THURSDAY, Feb. 14, 2019 (HealthDay News) — In older adults, the association between depressive symptoms and mortality is not influenced by the presence of cardiovascular disease (CVD), according to a study recently published in the Journal of the American Geriatrics Society.
Renaud Péquignot, M.D., Ph.D., from Paris Descartes University, and colleagues evaluated the association between depressive symptoms at repeated study visits (at baseline between 1999 and 2001 and after two, four, seven, and 10 years of follow-up) and all-cause and cause-specific mortality among 7,377 participants (mean age, 73.8 years) without a history of CVD at baseline. Researchers considered the influence of CVD on the association.
The researchers found that depressive symptoms were present in 19 to 22 percent of participants at each study visit. During a median 9.4 years of follow-up, 650 patients developed a first CVD and 1,255 died. Time-dependent depressive symptoms were associated with an increased risk for mortality (hazard ratio, 1.28; 95 percent confidence interval, 1.06 to 1.55) and an incident CVD event (hazard ratio, 1.63; 95 percent confidence interval, 1.30 to 2.04) after adjustment for baseline sociodemographic variables, vascular risk factors, impairment in daily life activities, and antidepressants. The occurrence of CVD did not influence the association between depressive symptoms and mortality (hazard ratio for depressive symptoms and CVD interaction, 1.03; 95 percent confidence interval, 0.66 to 1.61). Incident CVD explained only 6.9 percent of the excess of mortality associated with depressive symptoms.
“These study results suggest that in depressed elderly individuals, the prevention [of] mortality will not be achieved by the sole prevention of CVD,” the authors write.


_Work instruction_. Among the records, which lines include "cable"? List them.

_Extracted records_.
◆ ◆ ◆ ◆ ◆

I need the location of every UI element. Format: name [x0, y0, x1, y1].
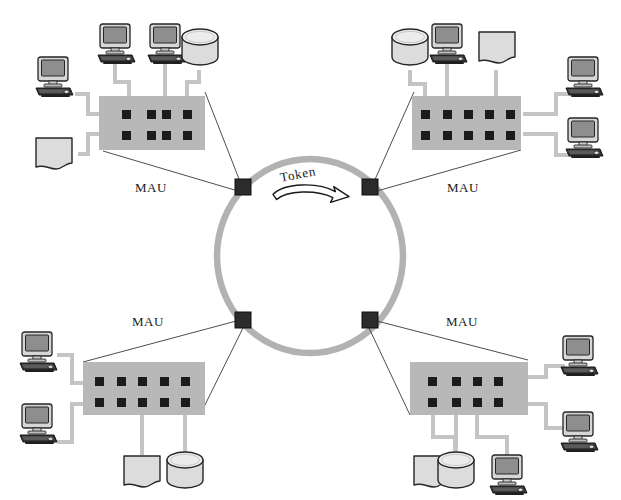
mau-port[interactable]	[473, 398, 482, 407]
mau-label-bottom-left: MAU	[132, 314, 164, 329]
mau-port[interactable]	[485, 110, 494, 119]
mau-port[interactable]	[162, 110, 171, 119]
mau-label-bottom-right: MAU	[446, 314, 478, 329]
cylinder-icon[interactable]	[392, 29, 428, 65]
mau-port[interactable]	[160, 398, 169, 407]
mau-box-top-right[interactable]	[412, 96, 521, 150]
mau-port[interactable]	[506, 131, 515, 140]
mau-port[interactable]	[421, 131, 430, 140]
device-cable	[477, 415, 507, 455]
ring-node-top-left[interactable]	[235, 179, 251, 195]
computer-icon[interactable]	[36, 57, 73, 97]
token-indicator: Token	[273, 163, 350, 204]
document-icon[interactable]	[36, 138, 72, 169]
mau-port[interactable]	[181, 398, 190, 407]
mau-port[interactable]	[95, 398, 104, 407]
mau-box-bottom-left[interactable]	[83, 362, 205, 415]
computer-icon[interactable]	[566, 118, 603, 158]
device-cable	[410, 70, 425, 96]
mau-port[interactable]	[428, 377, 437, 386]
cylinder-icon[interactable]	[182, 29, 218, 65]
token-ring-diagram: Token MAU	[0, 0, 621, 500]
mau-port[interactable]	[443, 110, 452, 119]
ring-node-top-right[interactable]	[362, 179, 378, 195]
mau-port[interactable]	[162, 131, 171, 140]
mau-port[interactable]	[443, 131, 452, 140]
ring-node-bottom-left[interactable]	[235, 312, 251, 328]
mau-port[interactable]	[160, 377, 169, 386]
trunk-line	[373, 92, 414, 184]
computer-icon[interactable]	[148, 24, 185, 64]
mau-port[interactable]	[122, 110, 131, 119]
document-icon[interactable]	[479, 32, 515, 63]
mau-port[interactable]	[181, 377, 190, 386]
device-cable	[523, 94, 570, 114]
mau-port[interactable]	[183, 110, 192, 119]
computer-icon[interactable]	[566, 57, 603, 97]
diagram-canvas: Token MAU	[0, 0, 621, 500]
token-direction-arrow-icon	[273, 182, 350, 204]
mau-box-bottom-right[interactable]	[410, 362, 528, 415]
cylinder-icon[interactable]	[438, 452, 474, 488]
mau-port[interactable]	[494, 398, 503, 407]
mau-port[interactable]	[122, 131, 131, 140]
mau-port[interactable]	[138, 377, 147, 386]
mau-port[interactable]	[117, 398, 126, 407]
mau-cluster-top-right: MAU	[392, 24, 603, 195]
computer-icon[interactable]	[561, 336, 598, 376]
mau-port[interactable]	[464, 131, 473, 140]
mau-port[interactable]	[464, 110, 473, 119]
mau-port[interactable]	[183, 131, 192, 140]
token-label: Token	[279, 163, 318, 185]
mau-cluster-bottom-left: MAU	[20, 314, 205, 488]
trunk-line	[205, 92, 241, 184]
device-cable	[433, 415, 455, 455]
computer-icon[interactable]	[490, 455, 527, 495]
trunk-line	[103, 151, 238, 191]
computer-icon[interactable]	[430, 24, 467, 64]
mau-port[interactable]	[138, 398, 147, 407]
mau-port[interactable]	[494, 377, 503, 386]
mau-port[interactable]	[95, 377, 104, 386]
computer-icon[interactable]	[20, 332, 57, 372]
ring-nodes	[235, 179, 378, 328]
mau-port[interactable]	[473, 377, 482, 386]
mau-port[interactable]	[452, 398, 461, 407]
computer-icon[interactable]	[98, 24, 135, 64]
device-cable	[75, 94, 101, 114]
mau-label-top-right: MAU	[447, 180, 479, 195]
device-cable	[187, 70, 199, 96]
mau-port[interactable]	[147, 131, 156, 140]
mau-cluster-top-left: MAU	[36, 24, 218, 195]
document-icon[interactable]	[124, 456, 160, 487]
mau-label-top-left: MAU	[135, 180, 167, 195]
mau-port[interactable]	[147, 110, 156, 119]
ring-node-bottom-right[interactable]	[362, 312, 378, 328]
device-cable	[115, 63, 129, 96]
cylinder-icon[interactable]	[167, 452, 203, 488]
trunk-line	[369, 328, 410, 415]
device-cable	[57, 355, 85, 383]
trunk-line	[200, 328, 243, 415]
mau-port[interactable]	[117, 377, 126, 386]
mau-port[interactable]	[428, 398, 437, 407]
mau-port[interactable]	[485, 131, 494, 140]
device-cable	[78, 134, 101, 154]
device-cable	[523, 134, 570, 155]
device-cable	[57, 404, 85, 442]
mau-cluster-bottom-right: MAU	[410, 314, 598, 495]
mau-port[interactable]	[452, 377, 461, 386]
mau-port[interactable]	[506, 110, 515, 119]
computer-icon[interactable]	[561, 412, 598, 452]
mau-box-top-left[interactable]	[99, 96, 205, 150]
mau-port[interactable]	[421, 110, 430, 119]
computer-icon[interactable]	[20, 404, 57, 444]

◆ ◆ ◆ ◆ ◆

_Response for this exercise_.
device-cable	[477, 415, 507, 455]
device-cable	[410, 70, 425, 96]
device-cable	[523, 94, 570, 114]
device-cable	[433, 415, 455, 455]
device-cable	[75, 94, 101, 114]
device-cable	[187, 70, 199, 96]
device-cable	[115, 63, 129, 96]
device-cable	[57, 355, 85, 383]
device-cable	[78, 134, 101, 154]
device-cable	[523, 134, 570, 155]
device-cable	[57, 404, 85, 442]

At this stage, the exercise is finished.